The Qïtay, very eastern Mongols, were replaced in northern China in 1125 by the Jučen (properly Giurčit) or Kin, who were Tungus, more or less direct ancestors of the Manchus. Then appeared the “Mongols” properly called in the strict sense, first with a first “Mongol” kingdom of the second quarter of the century. XII, then with the empire of Genghiz-Khān (see Mongolians). And the Mongol invasions in Eastern Europe, which were on the verge of ruining Christianity, led Westerners to come into contact with the Mongols, and to go to Mongolia themselves (see above: Missions and Exploration).
The further events of Mongolia are shown in the general framework of the Mongolian voice, where one can follow the establishment of the Mongol hegemony over China, and the centuries-old reaction of this, which, through the long struggles of the seventeenth and eighteenth centuries, led to the affirmation of the Chinese (ie Manchu) sovereignty over all of Mongolia. This sovereignty, more or less effective, was to last until the beginning of the century. XX, when, with the Chinese revolution, Mongolia also enters the last phase of its history, characterized by the clear political split between Outer and Inner Mongolia.
Inner Mongolia, increasingly Chineseized, and partly Muslim, remained in principle in the orbit of China. Since 1914, it has formed the three “special districts” of Jehol (Jehol capital), Chahar (Kalgan capital) and Sui-yüan (Kui-hua-t’ing capital), which in 1928 became provinces proper. The province of Jehol, however, was conquered by the Japanese at the beginning of 1933, and by them annexed to the empire of Manchuria.

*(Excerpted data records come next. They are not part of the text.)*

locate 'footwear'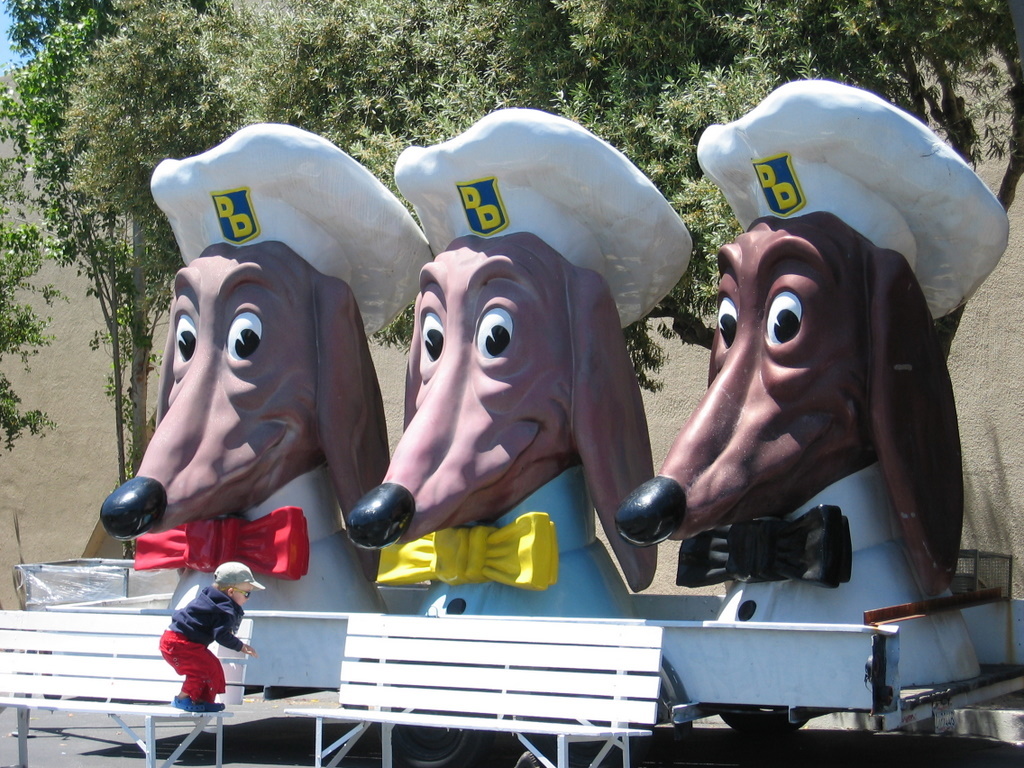
left=201, top=700, right=223, bottom=715
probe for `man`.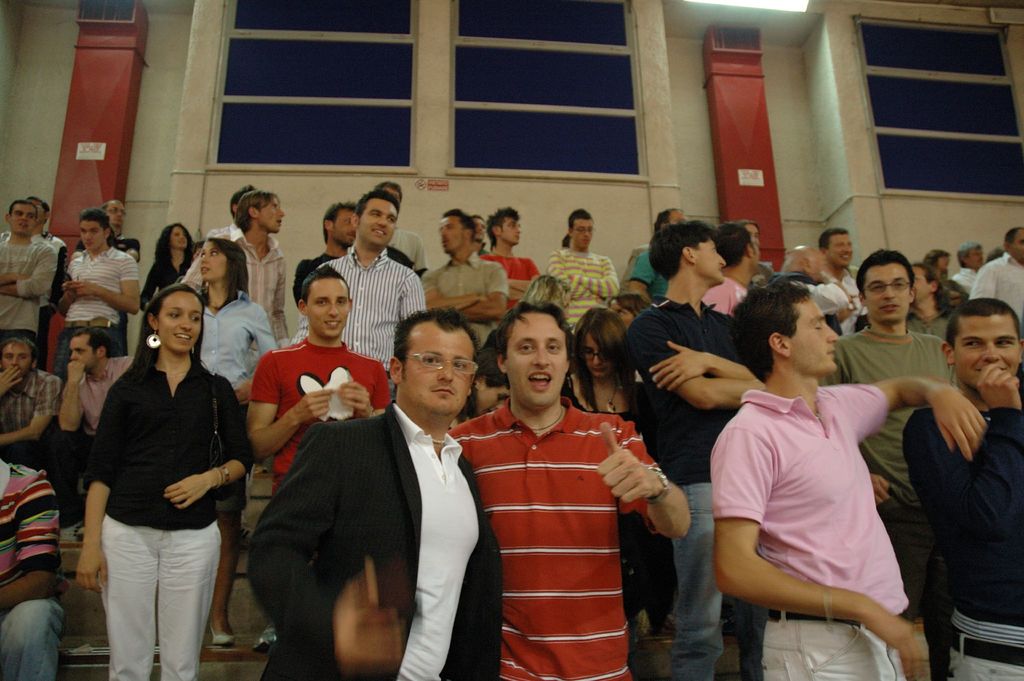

The situation in Outer Mongolia is quite different. Taking advantage of the revolution broke out in China, the principles Mongols drove the Chinese authorities to Urga (the December 1911) and proclaimed the independence of Mongolia under the authority of Khutuqtu (Living Buddha). On November 3, 1912, Outer Mongolia signed a treaty with the Russians in Urga which placed Mongol “autonomy” under Russian protection. China protested in vain. In 1919, Hsü Shucheng forced the Mongols to recognize Chinese authority for some time. Then came the adventure of Baron Ungern-Sternberg, who, with Cossacks from Transbaykal, established a “white” Russian government in Urga (1921), but was soon killed by the Bolshevik troops. The Russian-Mongol treaty of November 5, 1921 consecrates Russian influence. The last “living Buddha” died in 1924, and the Mongol Soviet republic was proclaimed. The constitution is voted by the first great diet (Khuruldan or Khurultai) in November 1924.